The shootings were claimed by a little-known republican paramilitary group, used as a front for the on-ceasefire IRA. No one has ever been convicted.

Sherrard said the “glaring omission” in the proceedings had been the absence of any evidence from those who caused the attack. He said: “Unlike other legacy inquests which have examined the actions of the state in directly causing death, those responsible for the deaths at Kingsmill have not given an account either personally or through any organisation or any political party.

“Numerous calls to assist and provide answers were met with silence.

“Accordingly the inquest did not receive disclosure from any individual concerned in the attack, nor their organisation, nor their political representatives although expert evidence was given that records may well exist.”

He said there had been no recognition from the perpetrators of the “utter wrongness” of the Kingsmill attack.

Decades after the shooting, police found a match between a palm print discovered on the suspected Kingsmill getaway vehicle and a suspect in the attack. One man was questioned by detectives in 2016 but not charged.

Sherrard said Ireland’s Garda Síochána was in possession of the palm print in 1976 but the police in Northern Ireland never asked for it.

The coroner said if the suspect had been questioned in the immediate aftermath of the attack and confronted with the fingerprint link to the van, it might have helped progress the investigation.

Survivor Alan Black speaks to the media outside Laganside courts in Belfast after the conclusion of the inquest on Friday. Photograph: Oliver McVeigh/PA

He outlined various errors and omissions in the police investigation after the shooting, but said those should be viewed in the context of the time and there should be no attempt to shift the blame away from those responsible for the murders.

He said there could be “little doubt” that the likely suspects were known to the security forces at the time.

In his conclusions, the coroner described the attack as “sophisticated and complex” and involving at least 12 IRA men.

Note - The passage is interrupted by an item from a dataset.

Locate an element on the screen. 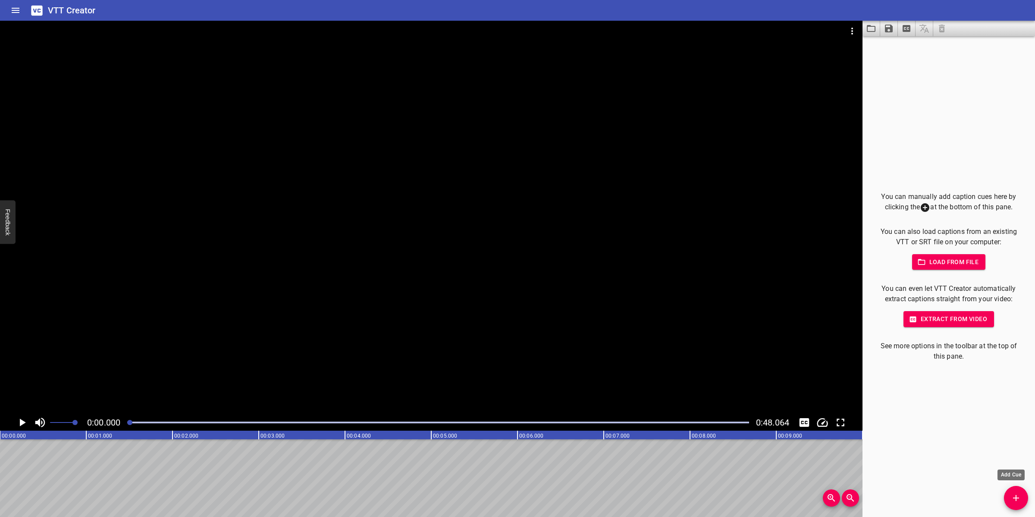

Sherrard also dismissed any suggestion that perpetrators were not pursued in order to protect an IRA informant, describing it as “unhelpful conspiracy theorising”.

Two individuals identified as suspects in the Kingsmill attack were later given “comfort letters” issued by the UK government to “on the run” republican suspects during the peace process.

Sherrard said the “OTR letters” had not impeded the inquest as no firm evidence connecting the individuals to the shootings had ever emerged.

The attack at Kingsmill was claimed by a group calling itself the South Armagh Republican Action Force.

Sherrard outlined extensive ballistics evidence to Belfast coroner’s court linking the weapons used at Kingsmill to a series of attacks carried out by the IRA. He said the “unassailable” evidence showed that the guns fired at Kingsmill were the “exclusive property” of the IRA.

The families of a victim of the Kingsmill massacre and the only survivor said the inquest into the killings had not answered their questions and called for a public inquiry.

John McConville died in the attack on 5 January 1976, while Black was seriously injured.

A joint statement from the McConville and Black families said: “At the start of the inquest eight years ago we were full of hope that the many difficult questions that have burdened us surrounding John’s murder and that of his colleagues and the attempted murder of Alan Black would be answered.

“However, as we progressed through the inquest our questions have not been answered and our concerns have grown.”

Speaking outside Belfast coroner’s court, Black described the inquest as a “Band-Aid”. He said: “I am so disappointed with this inquest.”